The June issue of Washington Monthly has a long piece on the evolution of animated cartoons, using the Cartoon Network's Williams Street studios (creators of Adult Swim fare like Sealab 2021 and Aqua Teen Hunger Force) as the latest model for intelligent, innovative TV animation. The author suggests that the best cartoons have always been created by people on the very edges of the studio systems -- given freedom to experiment outside the usual corporate restrictions:

"How is it that the same economy that gives us bland fodder like Vin Diesel, Evanescence, and 'According To Jim' can sometimes suddenly produce the sort of wonderful, bizarre material that we see on Adult Swim? It's because the good stuff tends to come when nobody's looking -- created by those on the fringes of the studio system, occupying marginal creative real estate with minimal supervision. In the natural world, punctuated evolution occurs when small groups find themselves geographically isolated and free from natural predators, allowing creatures with rare mutations to thrive and develop into entirely new species. So it is in entertainment..."

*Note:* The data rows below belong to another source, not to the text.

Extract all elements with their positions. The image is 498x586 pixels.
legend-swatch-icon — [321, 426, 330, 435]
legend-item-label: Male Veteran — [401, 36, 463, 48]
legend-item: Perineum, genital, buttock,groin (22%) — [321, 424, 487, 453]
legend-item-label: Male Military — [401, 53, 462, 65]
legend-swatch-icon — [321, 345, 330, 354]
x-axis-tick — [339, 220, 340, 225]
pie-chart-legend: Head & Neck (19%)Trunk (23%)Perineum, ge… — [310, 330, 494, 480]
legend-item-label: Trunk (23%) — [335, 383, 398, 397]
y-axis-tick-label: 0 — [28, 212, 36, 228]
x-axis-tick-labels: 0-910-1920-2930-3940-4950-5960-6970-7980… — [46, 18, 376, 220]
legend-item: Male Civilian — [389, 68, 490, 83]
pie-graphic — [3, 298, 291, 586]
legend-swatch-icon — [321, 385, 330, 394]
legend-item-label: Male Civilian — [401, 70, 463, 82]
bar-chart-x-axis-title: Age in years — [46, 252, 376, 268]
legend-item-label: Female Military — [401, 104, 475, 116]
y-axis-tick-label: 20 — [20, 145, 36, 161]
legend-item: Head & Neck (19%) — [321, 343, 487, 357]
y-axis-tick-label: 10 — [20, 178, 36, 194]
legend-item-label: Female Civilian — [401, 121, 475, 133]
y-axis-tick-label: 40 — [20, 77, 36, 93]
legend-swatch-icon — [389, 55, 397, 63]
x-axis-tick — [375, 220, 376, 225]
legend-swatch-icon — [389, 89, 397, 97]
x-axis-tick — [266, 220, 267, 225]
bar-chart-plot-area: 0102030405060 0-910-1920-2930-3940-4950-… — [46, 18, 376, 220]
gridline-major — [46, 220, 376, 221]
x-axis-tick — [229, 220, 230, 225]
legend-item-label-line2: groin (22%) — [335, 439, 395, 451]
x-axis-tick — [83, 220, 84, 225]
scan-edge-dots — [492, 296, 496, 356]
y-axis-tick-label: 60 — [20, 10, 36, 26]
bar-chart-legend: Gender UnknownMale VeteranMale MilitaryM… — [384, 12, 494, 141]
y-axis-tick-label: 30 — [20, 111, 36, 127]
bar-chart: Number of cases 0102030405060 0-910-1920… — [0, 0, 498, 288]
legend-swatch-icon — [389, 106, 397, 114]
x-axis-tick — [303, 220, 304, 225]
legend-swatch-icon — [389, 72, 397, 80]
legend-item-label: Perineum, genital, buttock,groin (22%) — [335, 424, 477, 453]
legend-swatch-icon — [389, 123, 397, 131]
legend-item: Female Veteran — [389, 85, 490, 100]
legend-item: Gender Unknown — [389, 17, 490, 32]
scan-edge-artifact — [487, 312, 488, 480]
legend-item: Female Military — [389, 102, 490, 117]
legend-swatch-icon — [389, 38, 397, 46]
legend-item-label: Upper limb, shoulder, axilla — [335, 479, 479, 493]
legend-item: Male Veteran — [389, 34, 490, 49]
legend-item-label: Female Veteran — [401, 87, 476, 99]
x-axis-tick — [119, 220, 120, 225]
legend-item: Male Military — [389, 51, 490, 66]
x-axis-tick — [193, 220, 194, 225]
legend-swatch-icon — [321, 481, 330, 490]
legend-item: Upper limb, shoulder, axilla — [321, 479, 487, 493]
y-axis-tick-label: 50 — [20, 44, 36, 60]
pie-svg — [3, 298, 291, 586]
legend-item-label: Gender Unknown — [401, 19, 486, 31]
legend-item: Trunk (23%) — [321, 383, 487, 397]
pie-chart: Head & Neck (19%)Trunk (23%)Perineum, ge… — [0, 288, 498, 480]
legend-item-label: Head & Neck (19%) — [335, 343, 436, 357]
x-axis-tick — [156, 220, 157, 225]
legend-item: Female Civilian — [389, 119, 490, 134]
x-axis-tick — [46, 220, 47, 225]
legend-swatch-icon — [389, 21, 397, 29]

The article recaps the advancement of cartoons from the days of Tex Avery and Chuck Jones working in the Warner Brothers back lot during the 1940s and 50s, Hanna-Barbera's groundbreaking (and cheap) work with limited animation techniques on TV cartoons in the 60s, up through The Simpsons and Adult Swim block today.

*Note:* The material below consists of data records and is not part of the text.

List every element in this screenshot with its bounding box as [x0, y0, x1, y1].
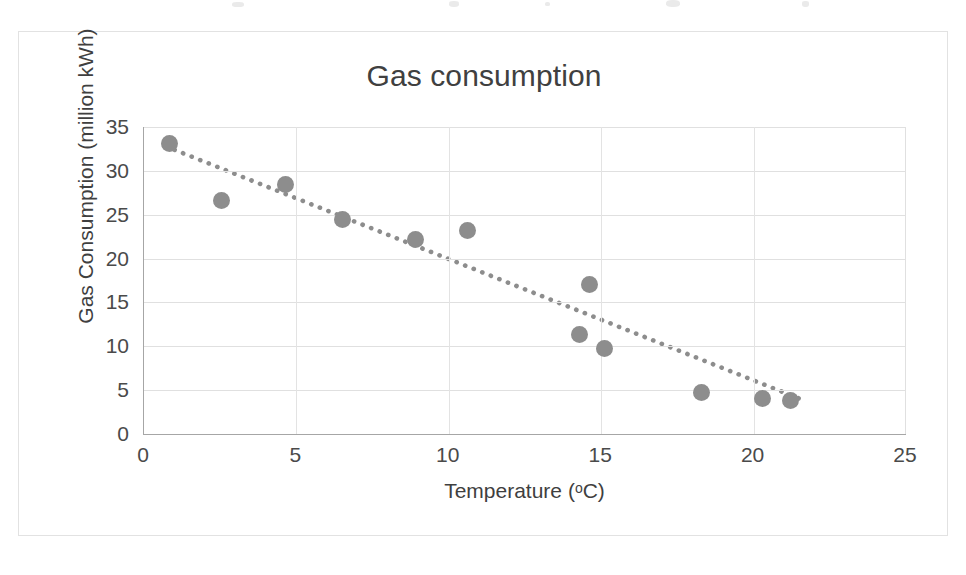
x-tick-label: 15 — [570, 443, 630, 467]
scan-smudge — [545, 2, 550, 6]
scan-artifact-strip — [0, 0, 966, 14]
y-tick-label: 30 — [85, 159, 129, 183]
gridline-horizontal — [144, 346, 906, 347]
x-axis-title: Temperature (oC) — [143, 479, 906, 503]
y-axis-tick-labels: 05101520253035 — [85, 127, 129, 435]
scan-smudge — [666, 0, 680, 7]
data-point-marker[interactable] — [754, 390, 771, 407]
data-point-marker[interactable] — [213, 192, 230, 209]
y-tick-label: 5 — [85, 378, 129, 402]
x-axis-tick-labels: 0510152025 — [143, 443, 906, 473]
scan-smudge — [449, 1, 459, 7]
degree-symbol-icon: o — [575, 480, 583, 496]
gridline-vertical — [449, 127, 450, 434]
gridline-horizontal — [144, 390, 906, 391]
chart-card: Gas consumption Gas Consumption (million… — [18, 31, 948, 536]
gridline-horizontal — [144, 302, 906, 303]
data-point-marker[interactable] — [334, 211, 351, 228]
data-point-marker[interactable] — [596, 340, 613, 357]
data-point-marker[interactable] — [782, 392, 799, 409]
data-point-marker[interactable] — [693, 384, 710, 401]
data-point-marker[interactable] — [581, 276, 598, 293]
x-tick-label: 25 — [875, 443, 935, 467]
scan-smudge — [802, 1, 809, 7]
y-tick-label: 25 — [85, 203, 129, 227]
gridline-vertical — [601, 127, 602, 434]
y-tick-label: 10 — [85, 334, 129, 358]
y-tick-label: 20 — [85, 247, 129, 271]
data-point-marker[interactable] — [407, 231, 424, 248]
gridline-vertical — [296, 127, 297, 434]
gridline-horizontal — [144, 259, 906, 260]
x-axis-title-prefix: Temperature ( — [444, 479, 575, 502]
trendline-segment — [174, 150, 802, 400]
y-tick-label: 35 — [85, 115, 129, 139]
y-tick-label: 15 — [85, 290, 129, 314]
data-point-marker[interactable] — [571, 326, 588, 343]
x-tick-label: 5 — [265, 443, 325, 467]
chart-title: Gas consumption — [19, 59, 949, 93]
scan-smudge — [232, 2, 244, 7]
x-tick-label: 0 — [113, 443, 173, 467]
gridline-horizontal — [144, 215, 906, 216]
plot-area — [143, 127, 906, 435]
data-point-marker[interactable] — [161, 135, 178, 152]
gridline-horizontal — [144, 171, 906, 172]
gridline-horizontal — [144, 127, 906, 128]
gridline-vertical — [754, 127, 755, 434]
x-tick-label: 20 — [723, 443, 783, 467]
x-axis-title-suffix: C) — [583, 479, 605, 502]
data-point-marker[interactable] — [277, 176, 294, 193]
trendline — [144, 127, 906, 434]
x-tick-label: 10 — [418, 443, 478, 467]
plot-right-border — [905, 127, 906, 434]
data-point-marker[interactable] — [459, 222, 476, 239]
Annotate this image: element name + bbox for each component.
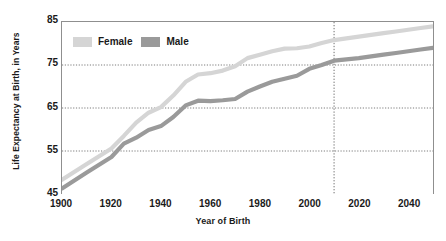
x-axis-ticks: 19001920194019601980200020202040: [0, 198, 446, 214]
legend-swatch-male: [141, 37, 160, 47]
y-tick-label-55: 55: [18, 144, 58, 155]
legend-item-female: Female: [73, 36, 132, 47]
legend-swatch-female: [73, 37, 92, 47]
legend-label-male: Male: [166, 36, 188, 47]
x-axis-title: Year of Birth: [0, 216, 446, 226]
y-tick-label-45: 45: [18, 187, 58, 198]
y-tick-label-65: 65: [18, 101, 58, 112]
series-line-male: [62, 48, 433, 189]
legend-item-male: Male: [141, 36, 188, 47]
cutoff-caption-text: [6, 0, 440, 3]
y-tick-label-85: 85: [18, 14, 58, 25]
series-line-female: [62, 26, 433, 180]
plot-svg: [62, 22, 433, 194]
y-tick-label-75: 75: [18, 57, 58, 68]
x-tick-label-2040: 2040: [379, 198, 439, 209]
chart-legend: Female Male: [73, 36, 189, 47]
legend-label-female: Female: [98, 36, 132, 47]
chart-figure: Life Expectancy at Birth, in Years 45556…: [0, 0, 446, 241]
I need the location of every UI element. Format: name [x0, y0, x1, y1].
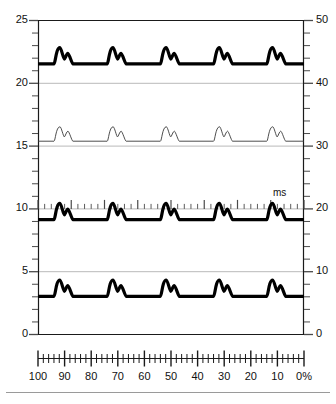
- waveform-trace-1: [38, 48, 304, 64]
- right-axis-label-10: 10: [316, 265, 336, 276]
- chart-canvas: [0, 0, 336, 404]
- waveform-trace-4: [38, 280, 304, 296]
- left-axis-label-25: 25: [6, 14, 28, 25]
- left-axis-label-5: 5: [6, 265, 28, 276]
- left-axis-label-10: 10: [6, 202, 28, 213]
- left-axis-label-15: 15: [6, 140, 28, 151]
- bottom-scale-label-0: 0%: [287, 371, 321, 382]
- footer-rule: [6, 392, 330, 393]
- ms-unit-label: ms: [273, 188, 286, 198]
- right-axis-label-0: 0: [316, 328, 336, 339]
- right-axis-label-20: 20: [316, 202, 336, 213]
- left-axis-label-0: 0: [6, 328, 28, 339]
- right-axis-label-30: 30: [316, 140, 336, 151]
- left-axis-label-20: 20: [6, 77, 28, 88]
- chart-figure: 2520151050 50403020100 10090807060504030…: [0, 0, 336, 404]
- waveform-trace-2: [38, 127, 304, 141]
- right-axis-label-40: 40: [316, 77, 336, 88]
- right-axis-label-50: 50: [316, 14, 336, 25]
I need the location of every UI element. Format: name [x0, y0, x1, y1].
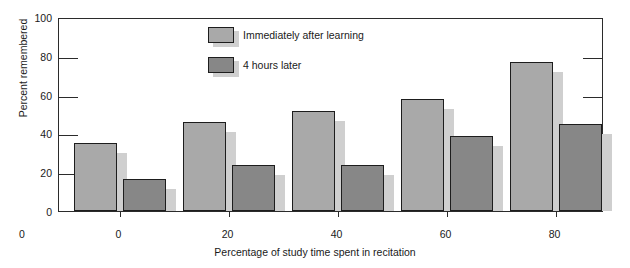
- bar[interactable]: [74, 143, 117, 211]
- bar[interactable]: [183, 122, 226, 211]
- origin-zero-label: 0: [12, 228, 32, 240]
- legend-label: 4 hours later: [243, 59, 301, 71]
- x-tick-label: 60: [426, 228, 466, 240]
- legend-label: Immediately after learning: [243, 29, 364, 41]
- x-tick-label: 0: [99, 228, 139, 240]
- x-axis-title: Percentage of study time spent in recita…: [0, 246, 630, 258]
- bar[interactable]: [559, 124, 602, 211]
- y-tick-label: 0: [16, 206, 52, 218]
- x-tick-label: 40: [317, 228, 357, 240]
- legend-item[interactable]: Immediately after learning: [208, 24, 364, 46]
- x-tick-label: 80: [535, 228, 575, 240]
- legend-item[interactable]: 4 hours later: [208, 54, 364, 76]
- legend: Immediately after learning 4 hours later: [208, 24, 364, 84]
- bar[interactable]: [341, 165, 384, 211]
- bar[interactable]: [510, 62, 553, 211]
- legend-swatch-4-hours-later-icon: [208, 57, 234, 73]
- legend-swatch-immediately-icon: [208, 27, 234, 43]
- y-tick-label: 60: [16, 90, 52, 102]
- y-tick-label: 100: [16, 12, 52, 24]
- x-tick-label: 20: [208, 228, 248, 240]
- bar[interactable]: [123, 179, 166, 211]
- bar[interactable]: [450, 136, 493, 211]
- y-tick-label: 20: [16, 167, 52, 179]
- y-tick-label: 40: [16, 128, 52, 140]
- bar[interactable]: [232, 165, 275, 211]
- bar[interactable]: [292, 111, 335, 211]
- bar[interactable]: [401, 99, 444, 211]
- y-tick-label: 80: [16, 51, 52, 63]
- bar-chart: Percent remembered 020406080100 02040608…: [0, 0, 630, 268]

It's interesting how Williams Street has built such an incredible following with shows designed to be as cheap as possible; with computer animation, repurposing of old shows (like Sealab), and in-house voice talent, they can create new episodes quickly without the benefit a large staff or outsourcing the art to a foreign country. Williams Street head honcho Mike Lazzo points out that "at most networks, the enormous costs of producing television shows means that network executives favor safe choices, but, at Adult Swim, 'We've designed the system to be inexpensive enough to make risky choices.'" And if a sarcastic, talking milkshake doesn't define "risky", I'm not sure what does.